Thursday, October 19, 2006

Burst Bubble Talk In The Blogs

The following is from one of the other Blogs that I follow.

While I don't subscribe to the conclusions for our local market, the discussion of the housing market does wobble between extremes. This is from 'Voodoo Debt and the Coming Recession' from the
Contrarian Chronicles. What do you think??
~~Ray


A bubble's date with a wrecking ball

Proceeding to the front of the housing ATM food chain, I'd like to spend a moment on how folks' appetite for risk has been enabled by all of this mortgage exotica. There are several worthwhile quotes that I'll now share from
The Campbell Real Estate Timing Letter, which has a good track record regarding that market. Some of these comments won't be news to readers, but it's nice to find other people who agree with me (as long as it isn't Time magazine), especially if they come at it from a slightly different vantage point.

Author Robert Campbell writes: "I always figured the deflation of the housing bubble would resemble a slow train wreck, but there is new evidence that makes me think the correction may occur more rapidly. This is because there is compelling evidence that a recession is dead ahead. … Now that housing prices are going sideways to down -- and incomes and jobs are still sagging -- this 'debt-fueled' artificial-life-support system for continued consumer spending (and an expanding U.S. economy) is running out of gas.

"In the long run, housing prices cannot continue compounding faster than incomes. We are now facing this economic reality. People cannot continue buying homes with creative, voodoo mortgage-loan financing -- that, in the end -- they can't afford. I don't know who has been more irresponsible, real estate agents, mortgage lenders, borrowers, or banking regulators -- but I do know that the lending standards for mortgage borrowing have dropped to a zero setting for the past five years. If people weren't in prison or earned more than the minimum wage, money essentially was free to all -- whether they could ever hope to pay it back or not."

No happy ending for housing Continuing on, he says: "The United States has experienced the greatest real estate boom in history, but the boom is now turning into a bust, and the aftermath is not going to be pretty. Present American folklore has it that a real estate decline does not have to affect the economy. That's like saying that it will rain, but you're not going to get wet.

"The coming recession is not only going to dispel that hope, but it's going to speed up the fall. … The sad fact is that we're living in a debt-fueled economy, as opposed to an income-fueled economy. Housing prices cannot continue to compound faster than incomes forever. This incredible rise in prices has been driven by artificial demand (ultra-low interest rates and ultra-loose credit), as opposed to real demand (rising incomes and rents)."

He concludes: "Loose mortgage loans that prolonged the boom will worsen the bust. Homebuyers are now going to pay the price for their 'buy now, worry later' spending spree. … With market manias, self-feeding greed on the way up turns into self-feeding fear on the way down. That time is near."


WHAT YOU WILL DO.
Repeat the lines of the data exactly and exclude any picture among them.

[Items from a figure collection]
-----
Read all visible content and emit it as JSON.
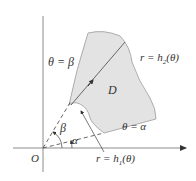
{
  "diagram": {
    "colors": {
      "region_fill": "#e3e3e3",
      "region_stroke": "#9a9a9a",
      "axis": "#8c8c8c",
      "text": "#333333"
    },
    "labels": {
      "theta_beta": "θ = β",
      "r_h2": "r = h",
      "r_h2_sub": "2",
      "r_h2_arg": "(θ)",
      "region": "D",
      "beta": "β",
      "alpha": "α",
      "theta_alpha": "θ = α",
      "origin": "O",
      "r_h1": "r = h",
      "r_h1_sub": "1",
      "r_h1_arg": "(θ)"
    }
  }
}
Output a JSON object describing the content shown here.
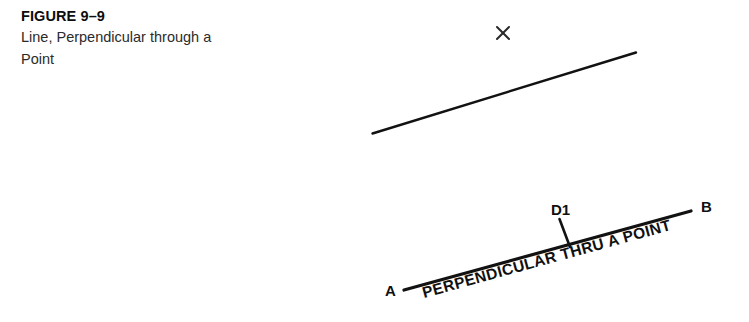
{
  "page": {
    "background_color": "#ffffff",
    "ink_color": "#121212",
    "width": 749,
    "height": 322
  },
  "caption": {
    "figure_label": "FIGURE 9–9",
    "description_line_1": "Line, Perpendicular through a",
    "description_line_2": "Point"
  },
  "diagram": {
    "upper": {
      "point_marker_glyph": "×",
      "point_marker_name": "x-point-mark",
      "line_name": "given-line"
    },
    "lower": {
      "label_a": "A",
      "label_b": "B",
      "label_d1": "D1",
      "annotation_text": "PERPENDICULAR THRU A POINT",
      "perpendicular_tick_name": "perpendicular-segment"
    }
  }
}
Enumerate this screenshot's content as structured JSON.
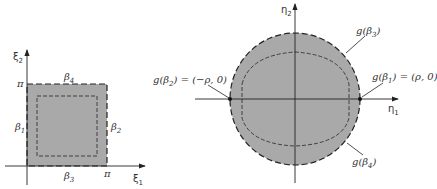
{
  "colors": {
    "fill": "#a9a9a9",
    "stroke": "#222222",
    "dash": "#333333",
    "text": "#333333",
    "background": "#ffffff"
  },
  "left_panel": {
    "x_axis_label": "ξ",
    "x_axis_sub": "1",
    "y_axis_label": "ξ",
    "y_axis_sub": "2",
    "x_tick": "π",
    "y_tick": "π",
    "edges": {
      "left": {
        "sym": "β",
        "sub": "1"
      },
      "right": {
        "sym": "β",
        "sub": "2"
      },
      "bottom": {
        "sym": "β",
        "sub": "3"
      },
      "top": {
        "sym": "β",
        "sub": "4"
      }
    }
  },
  "right_panel": {
    "x_axis_label": "η",
    "x_axis_sub": "1",
    "y_axis_label": "η",
    "y_axis_sub": "2",
    "annotations": {
      "beta3": {
        "pre": "g(β",
        "sub": "3",
        "post": ")"
      },
      "beta4": {
        "pre": "g(β",
        "sub": "4",
        "post": ")"
      },
      "beta1": {
        "pre": "g(β",
        "sub": "1",
        "post": ") = (ρ, 0)"
      },
      "beta2": {
        "pre": "g(β",
        "sub": "2",
        "post": ") = (−ρ, 0)"
      }
    }
  }
}
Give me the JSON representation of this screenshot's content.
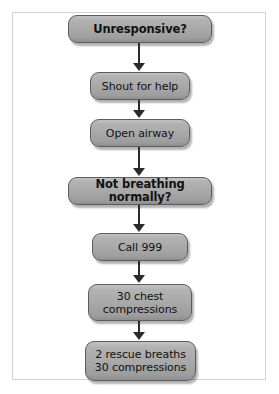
-----
RESPONSE AREA.
Read all visible content and emit it as JSON.
{
  "diagram": {
    "colors": {
      "region_fill": "#e3e3e3",
      "region_stroke": "#9a9a9a",
      "axis": "#8c8c8c",
      "text": "#333333"
    },
    "labels": {
      "theta_beta": "θ = β",
      "r_h2": "r = h",
      "r_h2_sub": "2",
      "r_h2_arg": "(θ)",
      "region": "D",
      "beta": "β",
      "alpha": "α",
      "theta_alpha": "θ = α",
      "origin": "O",
      "r_h1": "r = h",
      "r_h1_sub": "1",
      "r_h1_arg": "(θ)"
    }
  }
}
Output a JSON object describing the content shown here.
{
  "page": {
    "background_color": "#ffffff",
    "ink_color": "#121212",
    "width": 749,
    "height": 322
  },
  "caption": {
    "figure_label": "FIGURE 9–9",
    "description_line_1": "Line, Perpendicular through a",
    "description_line_2": "Point"
  },
  "diagram": {
    "upper": {
      "point_marker_glyph": "×",
      "point_marker_name": "x-point-mark",
      "line_name": "given-line"
    },
    "lower": {
      "label_a": "A",
      "label_b": "B",
      "label_d1": "D1",
      "annotation_text": "PERPENDICULAR THRU A POINT",
      "perpendicular_tick_name": "perpendicular-segment"
    }
  }
}
Enumerate this screenshot's content as structured JSON.
{
  "colors": {
    "fill": "#a9a9a9",
    "stroke": "#222222",
    "dash": "#333333",
    "text": "#333333",
    "background": "#ffffff"
  },
  "left_panel": {
    "x_axis_label": "ξ",
    "x_axis_sub": "1",
    "y_axis_label": "ξ",
    "y_axis_sub": "2",
    "x_tick": "π",
    "y_tick": "π",
    "edges": {
      "left": {
        "sym": "β",
        "sub": "1"
      },
      "right": {
        "sym": "β",
        "sub": "2"
      },
      "bottom": {
        "sym": "β",
        "sub": "3"
      },
      "top": {
        "sym": "β",
        "sub": "4"
      }
    }
  },
  "right_panel": {
    "x_axis_label": "η",
    "x_axis_sub": "1",
    "y_axis_label": "η",
    "y_axis_sub": "2",
    "annotations": {
      "beta3": {
        "pre": "g(β",
        "sub": "3",
        "post": ")"
      },
      "beta4": {
        "pre": "g(β",
        "sub": "4",
        "post": ")"
      },
      "beta1": {
        "pre": "g(β",
        "sub": "1",
        "post": ") = (ρ, 0)"
      },
      "beta2": {
        "pre": "g(β",
        "sub": "2",
        "post": ") = (−ρ, 0)"
      }
    }
  }
}
Give me the JSON representation of this screenshot's content.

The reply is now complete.